Theatre review: East Van Panto: Alice in Wonderland features little guys taking on e-commerce villains

Blazed caterpillars, banned bathroom breaks, and pandemic parody

Photo by Emily Cooper

Photo by Emily Cooper

 
 

East Van Panto: Alice in Wonderland runs in person at the York Theatre until January 2, and online starting December 18

 

TO GET A grip on how cleverly first-time East Van Panto writer Sonja Bennett channels our collective pandemic angst into cathartic laughter, look no further than the villain. 

In this year’s warped spin on Alice in Wonderland, the Queen of Hearts—aka “Jess Cheetos”—heads up the Super Giant Evil Online Store, seeking e-commerce global domination. (In this world, you know it better as Amazon.) First order of duty: putting every small store out of business along Commercial Drive. Now there’s a bad guy we can all agree on. An ongoing joke is that her overworked delivery people have to hold their pee—a gag that allows for plenty of comic, er, release in the show’s finale.

After 2020’s online-only lockdown edition, Theatre Replacement’s Panto is back in fine, hilariously topical form—still finding fresh kinds of fun, nine years into its existence. (Credit the strong quota of laughs at least in part to Bennett’s background writing for the likes of Letterkenny.) There’s a lot to lift your spirits in this show that actually has something meaningful—and surprisingly moving—to say about these unprecedented times.

Much of this rendition’s whacked-out energy comes courtesy of Alice, fearless Panto favourite Dawn Petten and a veteran who dates back to the show’s Beanstalk beginnings. A running joke here is that her goofy blonde 10-year-old looks old for her age (“How old do I look?” “56?”), to Alice’s increasing consternation. 

When we first meet Alice, she’s stuck—like countless other kids—at home after an extended pandemic lockdown, longing to connect with the world. Making matters worse, her mom won’t let her get a cellphone. (Cue a number that is, thanks to the show’s musical engine, Veda Hille, a revved-up take on the Violent Femmes’ “Add It Up”:  “Why can’t I get just one f-f-f-phone?”) Escaping outdoors, Alice spots a rabbit wearing a “Free Cellphone” sandwich board, following him from New West all the way down the SkyTrain line to “Grandview Wonderland”, where all forms of surreal characters await along the Drive. 

One of the best scenes reimagines the original book’s hookah-smoking caterpillar as a blazed weed retailer (a fantastic Ben Elliott, sharing live-music duties with Barry Mirochnik), complete with hazy dry-ice smoke, trippy green-glow lighting, and pipe-cleaner antennae. (The perma-stoned Lewis C. Carroll would no doubt have approved.)

Sticking to the Panto’s history of staying hyperlocal, Bennett gives a nod to the combined effects of e-commerce and pandemic limits on the neighbourhood landscape—especially in one ditty lamenting the loss of Drive mainstays, from Storm Crow to Magpie. And a reference to The Rio with “Theatre” then “Sportsbar” crossed out on its marquee, only to return to a “Theatre” sign again, reminds us all of the last year’s absurd social-distancing rules around venues. 

Comedically strong across the board, the cast makes the most of every number. Amanda Sum’s winsome Cheshire Cat out-Olivias Olivia Rodrigo in a “Driver’s License” parody, and Mark Chavez brings warped genius to two bewigged characters—a half-witted COPE tea-party attendee, and a simpering assistant to the queen.  Elsewhere, Ghazal Azarbad camps, vamps—and farts—it up as the Queen of Hearts.

Director Meg Roe keeps it all moving at a maniacal pace, building to a battle in cyberspace—one that will make you regret accepting some innocent-looking cookies at the top of the show. Making it all the more funny is how low-tech the production is—simple handpainted signs and 2-D props abound.

And then, when you least expect it, the Panto takes its biggest departure in nine years, pausing to give literal voice to the little people who have been hardest hit by the pandemic. We won’t give away that sequence here, but suffice it to say it’s moving in ways that, on this opening night, had even the wackiest cast members tearing up. 

More than ever, this year’s Pandemic Panto is a vivid reminder that we’re all in this together—big and small. And, of course, that there’s no such thing as a free cellphone.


Each line holding the string "style" is to be copied from the data.

Figure content listings:
= = = = = = =
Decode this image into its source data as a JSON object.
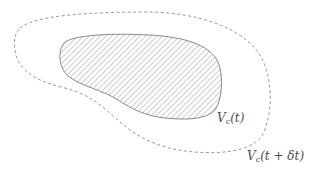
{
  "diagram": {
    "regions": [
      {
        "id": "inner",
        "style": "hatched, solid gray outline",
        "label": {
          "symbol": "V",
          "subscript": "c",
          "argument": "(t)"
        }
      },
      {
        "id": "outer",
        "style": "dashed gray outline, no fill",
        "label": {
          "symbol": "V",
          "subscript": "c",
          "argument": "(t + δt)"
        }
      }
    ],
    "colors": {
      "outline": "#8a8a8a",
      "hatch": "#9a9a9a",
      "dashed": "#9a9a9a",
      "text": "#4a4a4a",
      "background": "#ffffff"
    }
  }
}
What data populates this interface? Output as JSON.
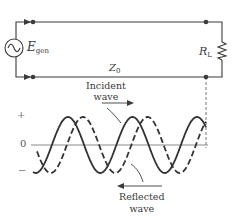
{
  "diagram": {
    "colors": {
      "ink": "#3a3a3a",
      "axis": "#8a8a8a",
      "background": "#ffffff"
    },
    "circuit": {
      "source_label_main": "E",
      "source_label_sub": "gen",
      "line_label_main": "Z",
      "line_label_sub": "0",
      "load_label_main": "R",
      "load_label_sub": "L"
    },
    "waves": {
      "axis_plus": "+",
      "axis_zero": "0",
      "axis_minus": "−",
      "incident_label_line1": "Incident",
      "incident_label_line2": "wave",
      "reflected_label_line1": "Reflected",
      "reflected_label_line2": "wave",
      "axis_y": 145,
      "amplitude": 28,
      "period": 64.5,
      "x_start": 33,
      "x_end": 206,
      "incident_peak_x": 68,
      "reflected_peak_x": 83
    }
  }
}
= = = = = = =
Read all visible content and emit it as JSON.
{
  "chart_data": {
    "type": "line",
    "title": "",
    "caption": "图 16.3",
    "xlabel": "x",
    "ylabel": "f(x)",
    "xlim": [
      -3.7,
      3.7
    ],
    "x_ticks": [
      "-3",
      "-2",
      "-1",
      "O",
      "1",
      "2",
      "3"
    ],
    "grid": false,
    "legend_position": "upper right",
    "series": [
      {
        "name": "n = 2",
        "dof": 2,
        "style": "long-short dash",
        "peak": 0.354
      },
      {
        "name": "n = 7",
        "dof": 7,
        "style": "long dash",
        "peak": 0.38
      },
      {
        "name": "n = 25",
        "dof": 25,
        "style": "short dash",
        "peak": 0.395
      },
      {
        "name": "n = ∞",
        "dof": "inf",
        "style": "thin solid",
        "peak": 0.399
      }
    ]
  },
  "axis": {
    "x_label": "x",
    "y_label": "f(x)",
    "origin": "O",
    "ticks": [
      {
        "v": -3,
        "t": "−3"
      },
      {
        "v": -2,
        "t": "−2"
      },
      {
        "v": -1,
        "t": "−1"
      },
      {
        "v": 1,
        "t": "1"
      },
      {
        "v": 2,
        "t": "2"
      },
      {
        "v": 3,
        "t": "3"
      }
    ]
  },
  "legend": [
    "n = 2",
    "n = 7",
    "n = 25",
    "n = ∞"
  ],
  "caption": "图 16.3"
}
= = = = = = =
### [THE ANSWER]
        "style": "hatched, solid gray outline",
        "style": "dashed gray outline, no fill",
        "style": "long-short dash",
        "style": "long dash",
        "style": "short dash",
        "style": "thin solid",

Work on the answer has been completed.